STAY: LARRY MADRIGAL & TIM SANDOW

Larry Madrigal & Tim Sandow begin by sharing hues that range from a dreamy orange to a specific bluish, enveloping scenes in a certain silence: even cries seem muffled, and noises seem cottony. Between sunsets and a soft, more or less pronounced strangeness, the two painters meet in their relationship to the intimate, the fleeting and the ineffable. Both find themselves in the subtle details of sublime landscapes that envelop our insignificant moments of existence: they speak about loved ones or anti-heroes, they paint with a particular meticulousness and describe the world with poetry, originality and sensitivity. Where humor or distance sometimes creep in, there's also room for the beauty of lyricism in banality and the discreet tenderness brought to our questioning, our projections and our hesitations. The title STAY evokes the rapidity of these depicted moments and formulates a request for these characters going through life with a thousand snippets of impressions and recollections. Like an old disposable Kodak, taking snapshots by surprise, without telling us a word about it.

 

Although the intentions are not purely identical, Larry Madrigal brings back to mind the themes, atmospheres and certain colors of Pierre Bonnard when he paints his wife, Marthe, or Honoré Daumier when he depicts a washerwoman holding a child by the hand (Dragged, 2024). Tim Sandow, for his part, seems to remain faithful to the idea of a realism (No land, 2024), in the manner of the Frères Le Nain - when they paint figures staring at us - that elevates the common, the anecdotal and the everyday to the level of what deserves to be represented, on canvas. The two painters are even more closely aligned, moreover, in their attention to the fragility of detail, to luminous reflections and to gestures that are desperately solitary or in search of attention.  One looks at relationships from a more familial and personal angle, the other detaches itself from it to show, with a certain dose of irony, the vicissitudes of the lives of small characters attached to a goal or a function that is, in the end, a little beyond them. In any case, these characters also exist, and all of them, through their discrepancy: a form of dissonance is born between love and the dish burning in the oven, between a man with a gun and a perplexed pigeon. But the twilights respond in chorus to the crises of a child or the doubts of an agent. The two painters' palettes are full of nuances, remembrance and absurdities, both beautiful and curious. And only one thing is certain: they both have the color of memory.

 

Larry Madrigal (*1986, US) works and lives in Phoenix, USA. He received his BFA and MFA from Arizona State University, Tempe.

 

Tim Sandow (*1988, DE) works and lives in Wuppertal, Germany. He graduated from the Kunstakademie Düsseldorf and the Akademie der bildenden Künste Wien in 2019 with Daniel Richter.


No pictures belong in the answer. Repeat all the entries exactly.

*** Record set ***

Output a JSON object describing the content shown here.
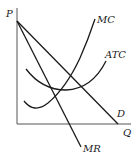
{
  "diagram": {
    "type": "economics-monopoly-cost-revenue",
    "axes": {
      "y_label": "P",
      "x_label": "Q"
    },
    "curves": {
      "mc": {
        "label": "MC"
      },
      "atc": {
        "label": "ATC"
      },
      "demand": {
        "label": "D"
      },
      "mr": {
        "label": "MR"
      }
    },
    "colors": {
      "line": "#1a1a1a",
      "axis": "#555555",
      "background": "#ffffff"
    }
  }
}
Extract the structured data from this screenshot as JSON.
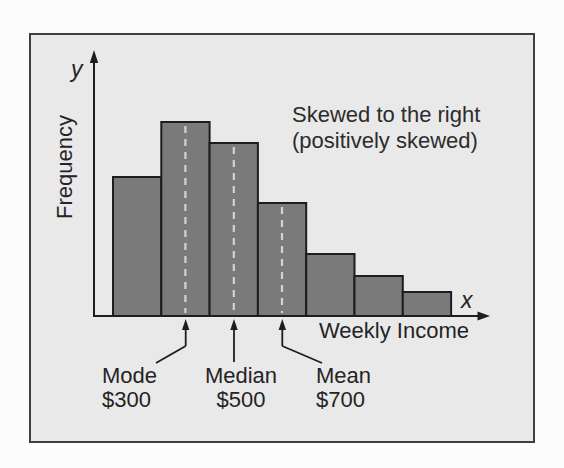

*** End of Record set ***

[Result]:
Output a JSON object describing the content shown here.
{
  "diagram": {
    "type": "economics-monopoly-cost-revenue",
    "axes": {
      "y_label": "P",
      "x_label": "Q"
    },
    "curves": {
      "mc": {
        "label": "MC"
      },
      "atc": {
        "label": "ATC"
      },
      "demand": {
        "label": "D"
      },
      "mr": {
        "label": "MR"
      }
    },
    "colors": {
      "line": "#1a1a1a",
      "axis": "#555555",
      "background": "#ffffff"
    }
  }
}
Extract the structured data from this screenshot as JSON.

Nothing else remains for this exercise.